Catherine David (writer)
From Wikipedia, the free encyclopedia
2 December 1949
Catherine David | |
|---|---|
| Born | Catherine Gradwohl 2 December 1949 Boulogne-Billancourt, France |
| Died | 2 January 2023 (aged 73) 14th arrondissement of Paris, France |
Resting place | Montmartre Cemetery |
| Education | Sciences Po Swarthmore College Paris 1 Panthéon-Sorbonne University |
| Occupation | Writer |
| Partner | Jean-Paul Enthoven |
| Children | 3 (including Raphaël Enthoven) |
Catherine Gradwohl (2 December 1949 – 2 January 2023), better known as Catherine David, was a Franco-American novelist, essayist and literary critic.

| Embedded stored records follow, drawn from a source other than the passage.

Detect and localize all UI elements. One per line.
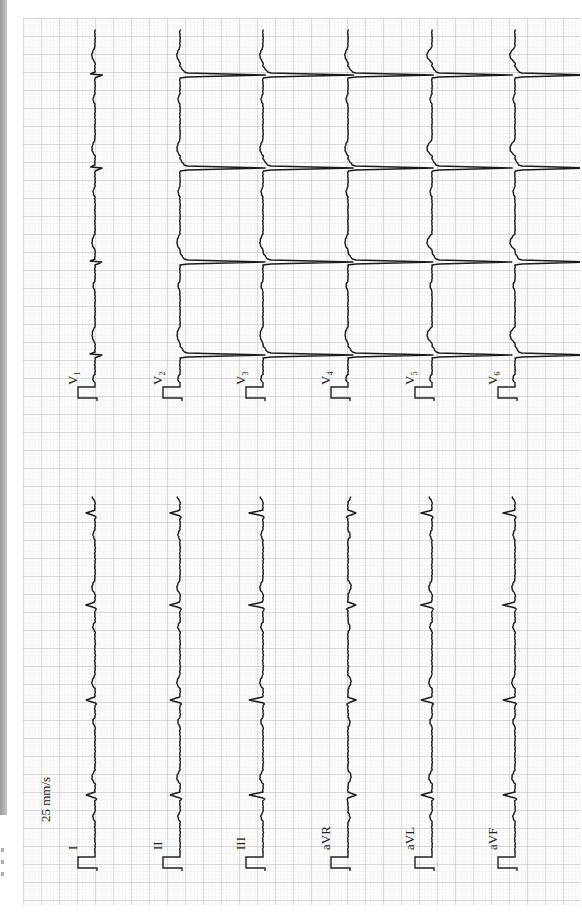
limb-lead-label: aVR: [318, 826, 333, 850]
ecg-sheet: IV1IIV2IIIV3aVRV4aVLV5aVFV625 mm/s: [23, 18, 580, 905]
ecg-grid: [23, 18, 580, 905]
paper-speed-label: 25 mm/s: [38, 777, 53, 822]
scanner-edge-marks: [0, 840, 7, 900]
limb-lead-label: I: [65, 846, 80, 850]
limb-lead-label: II: [150, 841, 165, 850]
scanner-edge-strip: [0, 0, 7, 815]
limb-lead-label: aVF: [485, 828, 500, 850]
limb-lead-label: aVL: [402, 827, 417, 850]
ecg-graph-paper: IV1IIV2IIIV3aVRV4aVLV5aVFV625 mm/s: [23, 18, 580, 905]
limb-lead-label: III: [233, 837, 248, 850]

Catherine David is of Jewish Alsatian descent on her father's side and American Catholic on her mother's side.[1]
After her secondary studies, David spent one year at the Swarthmore College in Pennsylvania. Graduated from Sciences Po, she also holds a degree in history from the Pantheon-Sorbonne University.

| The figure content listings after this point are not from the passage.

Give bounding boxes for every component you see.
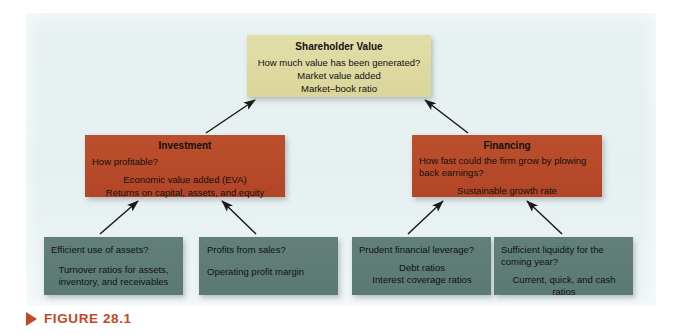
node-question: Profits from sales? bbox=[207, 244, 330, 255]
node-prudent-financial-leverage: Prudent financial leverage? Debt ratios … bbox=[352, 237, 491, 295]
node-measure: Current, quick, and cash bbox=[501, 274, 627, 285]
node-title: Shareholder Value bbox=[253, 41, 425, 53]
node-question: How much value has been generated? bbox=[253, 57, 425, 68]
figure-caption-text: FIGURE 28.1 bbox=[44, 311, 132, 326]
node-title: Financing bbox=[419, 140, 595, 152]
node-question: Efficient use of assets? bbox=[51, 244, 176, 255]
node-measure: Returns on capital, assets, and equity bbox=[92, 187, 278, 198]
node-financing: Financing How fast could the firm grow b… bbox=[412, 135, 602, 197]
node-profits-from-sales: Profits from sales? Operating profit mar… bbox=[199, 237, 338, 295]
node-investment: Investment How profitable? Economic valu… bbox=[85, 135, 285, 197]
node-efficient-assets: Efficient use of assets? Turnover ratios… bbox=[44, 237, 183, 295]
node-measure: Interest coverage ratios bbox=[359, 274, 485, 285]
node-question: Sufficient liquidity for the coming year… bbox=[501, 244, 627, 268]
triangle-right-icon bbox=[26, 312, 37, 326]
node-measure: ratios bbox=[501, 286, 627, 297]
node-measure: Sustainable growth rate bbox=[419, 185, 595, 196]
node-measure: Market–book ratio bbox=[253, 83, 425, 94]
node-measure: Operating profit margin bbox=[207, 266, 330, 277]
node-measure: Debt ratios bbox=[359, 262, 485, 273]
node-measure: inventory, and receivables bbox=[51, 276, 176, 287]
node-question: Prudent financial leverage? bbox=[359, 244, 485, 256]
node-question: How fast could the firm grow by plowing … bbox=[419, 155, 595, 179]
node-question: How profitable? bbox=[92, 156, 278, 167]
node-sufficient-liquidity: Sufficient liquidity for the coming year… bbox=[494, 237, 633, 295]
node-measure: Market value added bbox=[253, 70, 425, 81]
figure-caption: FIGURE 28.1 bbox=[26, 311, 132, 326]
node-measure: Turnover ratios for assets, bbox=[51, 264, 176, 275]
node-measure: Economic value added (EVA) bbox=[92, 174, 278, 185]
node-shareholder-value: Shareholder Value How much value has bee… bbox=[247, 35, 431, 97]
node-title: Investment bbox=[92, 140, 278, 152]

With philosopher Jean-Paul Enthoven, she had a son, Raphaël, agrégé in philosophy and audiovisual chronicler.
After she worked with several publishing houses (Gallimard, Jean-Jacques Pauvert), she turned to literary criticism and journalism at the Nouvel Observateur in the cultural field – literature, history, philosophy, psychoanalysis, human sciences, history of sciences, prehistory, astrophysics.
In 1984, she won the Prix Contrepoint for her first novel, L'Océan miniature.